Scenario Savings How
Repeated file reads (5x) 86% Dedup cache: 13-token ref after first read
JSON API responses with nulls 7–56% Strip nulls + TOON encoding (varies by null density)
Repeated log lines 58% Condense stage collapses duplicates
Large JSON arrays 77% Array sampling + collapse
Stack traces 0% Intentional - error content is sacred

That last row is the whole philosophy. Aggressive compression can save more tokens on paper, but if it strips context from your error messages or drops lines from your diffs, the LLM gives you worse answers and you end up spending more tokens fixing the mistakes. sqz compresses what's safe to compress and leaves critical content untouched.

Works across 4 surfaces:

  • Shell hook (auto-compresses CLI output)
  • MCP server (compiled Rust, not Node)
  • Browser extension - Firefox approved. Works on ChatGPT, Claude, Gemini, Grok, Perplexity, Github Copilot
  • IDE plugins (JetBrains, VS Code)

Install:

cargo install sqz-cli
sqz init

Also available via npm (npm i -g sqz-cli) and pip (pip install sqz).

Track your savings:

sqz gain    # ASCII chart of daily token savings
sqz stats   # cumulative compression report

Single Rust binary.
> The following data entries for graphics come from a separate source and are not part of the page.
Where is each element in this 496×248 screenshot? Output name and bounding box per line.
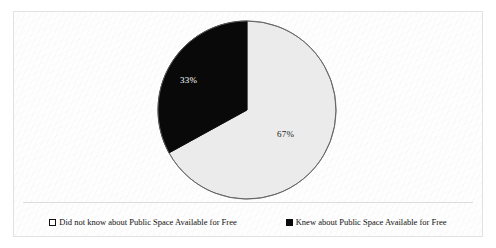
- legend-filled-square-icon: [286, 219, 293, 226]
- pie-data-label-did-not-know: 67%: [277, 129, 294, 139]
- legend-open-square-icon: [49, 219, 56, 226]
- chart-legend: Did not know about Public Space Availabl…: [14, 210, 482, 234]
- legend-label-knew: Knew about Public Space Available for Fr…: [296, 218, 447, 227]
- legend-item-did-not-know[interactable]: Did not know about Public Space Availabl…: [49, 218, 236, 227]
- legend-label-did-not-know: Did not know about Public Space Availabl…: [59, 218, 236, 227]
- pie-data-label-knew: 33%: [180, 75, 197, 85]
- legend-item-knew[interactable]: Knew about Public Space Available for Fr…: [286, 218, 447, 227]
- pie-chart-plot-area: 33% 67%: [14, 12, 482, 198]
- legend-divider: [23, 202, 473, 203]
- chart-frame: 33% 67% Did not know about Public Space …: [13, 11, 483, 237]
- pie-chart-svg: [156, 19, 338, 201]
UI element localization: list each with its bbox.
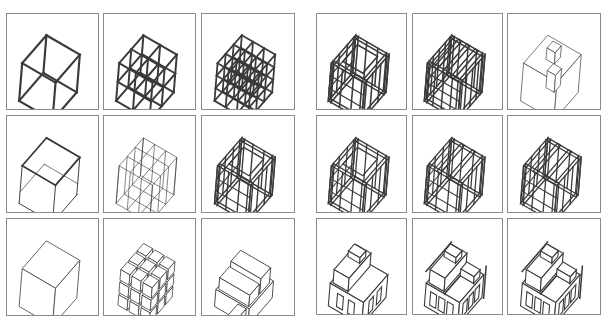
wire-cube-drawing [7, 14, 98, 109]
left-group-panel-r2-c0 [6, 218, 99, 316]
frame-layers-drawing [317, 116, 406, 212]
left-group-panel-r0-c1 [103, 13, 196, 110]
house-drawing [317, 219, 406, 314]
wire-cube-drawing [202, 14, 294, 109]
frame-stripes-drawing [413, 116, 502, 212]
right-group-panel-r2-c1 [412, 218, 503, 315]
open-box-drawing [7, 116, 98, 212]
right-group-panel-r2-c0 [316, 218, 407, 315]
frame-stripes-drawing [508, 116, 600, 212]
frame-layers-drawing [317, 14, 406, 109]
right-group-panel-r0-c2 [507, 13, 601, 110]
left-group-panel-r2-c2 [201, 218, 295, 316]
left-group-panel-r1-c0 [6, 115, 99, 213]
left-group-panel-r1-c2 [201, 115, 295, 213]
left-group-panel-r0-c2 [201, 13, 295, 110]
frame-layers-drawing [202, 116, 294, 212]
box-with-voids-drawing [508, 14, 600, 109]
wire-cube-drawing [104, 14, 195, 109]
left-group-panel-r1-c1 [103, 115, 196, 213]
right-group-panel-r2-c2 [507, 218, 601, 315]
right-group-panel-r1-c1 [412, 115, 503, 213]
left-group-panel-r2-c1 [103, 218, 196, 316]
right-group-panel-r1-c0 [316, 115, 407, 213]
right-group-panel-r0-c1 [412, 13, 503, 110]
house-detailed-drawing [508, 219, 600, 314]
left-group-panel-r0-c0 [6, 13, 99, 110]
house-detailed-drawing [413, 219, 502, 314]
block-cube-drawing [104, 219, 195, 315]
slab-cube-drawing [104, 116, 195, 212]
solid-cube-drawing [7, 219, 98, 315]
right-group-panel-r0-c0 [316, 13, 407, 110]
massing-drawing [202, 219, 294, 315]
right-group-panel-r1-c2 [507, 115, 601, 213]
frame-stripes-drawing [413, 14, 502, 109]
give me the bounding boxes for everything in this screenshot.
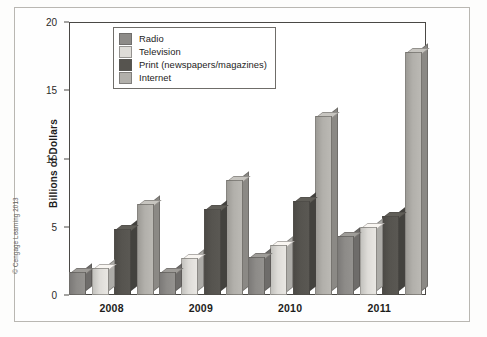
legend-item-television: Television — [119, 45, 267, 58]
legend-label: Internet — [139, 72, 171, 83]
bar-side — [422, 43, 428, 291]
bar-2009-internet — [226, 180, 243, 295]
bar-2008-internet — [137, 204, 154, 295]
bar-face — [226, 180, 243, 295]
bar-face — [248, 257, 265, 295]
bar-2009-television — [181, 258, 198, 295]
chart-legend: RadioTelevisionPrint (newspapers/magazin… — [113, 27, 276, 89]
y-axis-tick-label: 0 — [0, 290, 57, 301]
bar-2009-print — [204, 209, 221, 295]
bar-side — [399, 207, 405, 291]
bar-face — [114, 229, 131, 295]
bar-face — [204, 209, 221, 295]
bar-face — [315, 116, 332, 295]
bar-2008-print — [114, 229, 131, 295]
legend-swatch-icon — [119, 59, 132, 71]
legend-swatch-icon — [119, 33, 132, 45]
x-axis-tick-label-2010: 2010 — [248, 302, 333, 314]
bar-face — [159, 272, 176, 295]
bar-2010-radio — [248, 257, 265, 295]
bar-face — [382, 216, 399, 295]
bar-face — [405, 52, 422, 295]
bar-2010-print — [293, 201, 310, 295]
bar-face — [337, 236, 354, 295]
bar-face — [181, 258, 198, 295]
legend-label: Radio — [139, 33, 164, 44]
bar-side — [310, 192, 316, 291]
y-axis-tick-label: 15 — [0, 85, 57, 96]
y-axis-tick-label: 10 — [0, 153, 57, 164]
bar-2008-television — [92, 268, 109, 295]
bar-2011-television — [360, 227, 377, 295]
bar-2011-internet — [405, 52, 422, 295]
bar-side — [221, 200, 227, 291]
legend-swatch-icon — [119, 46, 132, 58]
figure-container: © Cengage Learning 2013 Billions of Doll… — [0, 0, 487, 337]
bar-face — [69, 272, 86, 295]
bar-face — [137, 204, 154, 295]
legend-label: Television — [139, 46, 181, 57]
x-axis-tick-label-2008: 2008 — [69, 302, 154, 314]
bar-face — [293, 201, 310, 295]
legend-item-internet: Internet — [119, 71, 267, 84]
bar-2009-radio — [159, 272, 176, 295]
bar-2011-radio — [337, 236, 354, 295]
bar-side — [131, 221, 137, 291]
bar-side — [377, 218, 383, 291]
x-axis-tick-label-2011: 2011 — [337, 302, 422, 314]
legend-swatch-icon — [119, 72, 132, 84]
bar-face — [360, 227, 377, 295]
legend-item-print: Print (newspapers/magazines) — [119, 58, 267, 71]
legend-item-radio: Radio — [119, 32, 267, 45]
legend-label: Print (newspapers/magazines) — [139, 59, 267, 70]
bar-group-2011 — [337, 22, 422, 295]
bar-2008-radio — [69, 272, 86, 295]
copyright-notice: © Cengage Learning 2013 — [12, 190, 19, 282]
bar-face — [92, 268, 109, 295]
bar-2011-print — [382, 216, 399, 295]
y-axis-tick-label: 20 — [0, 17, 57, 28]
bar-2010-internet — [315, 116, 332, 295]
x-axis-tick-label-2009: 2009 — [159, 302, 244, 314]
y-axis-tick-label: 5 — [0, 221, 57, 232]
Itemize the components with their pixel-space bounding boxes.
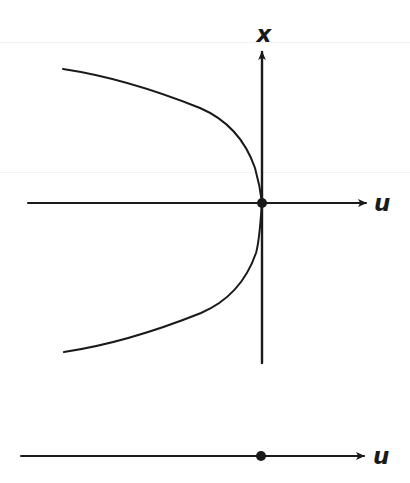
lower-branch-curve — [64, 203, 262, 352]
origin-point — [257, 198, 267, 208]
upper-branch-curve — [63, 69, 262, 203]
bottom-line-point — [256, 451, 266, 461]
bifurcation-figure: x u u — [0, 0, 410, 483]
parameter-u-axis-label: u — [373, 443, 389, 469]
x-axis-label: x — [256, 21, 273, 47]
figure-canvas: x u u — [0, 0, 410, 483]
parameter-line-panel: u — [21, 443, 389, 469]
phase-plane-panel: x u — [28, 21, 390, 363]
u-axis-label: u — [374, 190, 390, 216]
Zero telemetry. 1000+ tests including 57 property-based correctness proofs.

GitHub: https://github.com/ojuschugh1/sqz

Docs: https://ojuschugh1.github.io/sqz/

If you try it, a ⭐ helps with discoverability - and bug reports are welcome since this is v1.0.5 so rough edges exist.

Have anyone else facing this problem ? Happy to answer questions about the architecture or benchmarks.

u/Due_Anything4678 — 5 days ago
▲ 16 r/AskVibecoders+7 crossposts

Selling Inspect Mode Pro – Chrome Extension for Developers & Designers | Polar Payments Integrated + Source Code Included

I'm looking to sell Inspect Mode Pro, a Chrome extension built for developers, designers, and indie hackers who want to inspect websites more efficiently.

The product is fully functional and includes Polar payment integration, making it easy to manage one-time purchases, licenses, and customer access without additional setup.

What it does:

  • Inspect fonts, colors, spacing, and UI elements
  • Extract website assets and images
  • Analyze website design systems
  • Faster workflow than digging through DevTools for common tasks

What's included:

  • Full source code
  • Chrome Web Store listing
  • Branding and assets
  • Existing user base
  • Documentation and deployment instructions

Why I'm selling:
I'm currently focused on other projects and don't have the time to continue growing and marketing this one.

Potential growth opportunities:

  • SEO content around web design and development
  • YouTube tutorials and demos
  • Partnerships with design communities
  • Expansion into Firefox and Edge extensions
  • Additional premium features for agencies

If you're interested, send me a DM and I'll share details on users, revenue, traffic, tech stack, and asking price.

Happy to answer any questions.

u/aryanxcreates — 5 days ago

My boyfriend vibecodes all day and it disgust me

So I just found out that in his freetime my boyfriend vibecodes all day, btw he is an environmentalist. And this infuriates me, cause we had spoken about how much it damages the environment. But I also don’t want to spoil his fun cause he looks so happy when he is vibecoding… What should I do?

I was thinking maybe there was a way to have an alternative AI which is more eco-conscious. I'm part of a sub where you can find eco-conscious alternatives but they don’t seem to know too much about AI. Any ideas?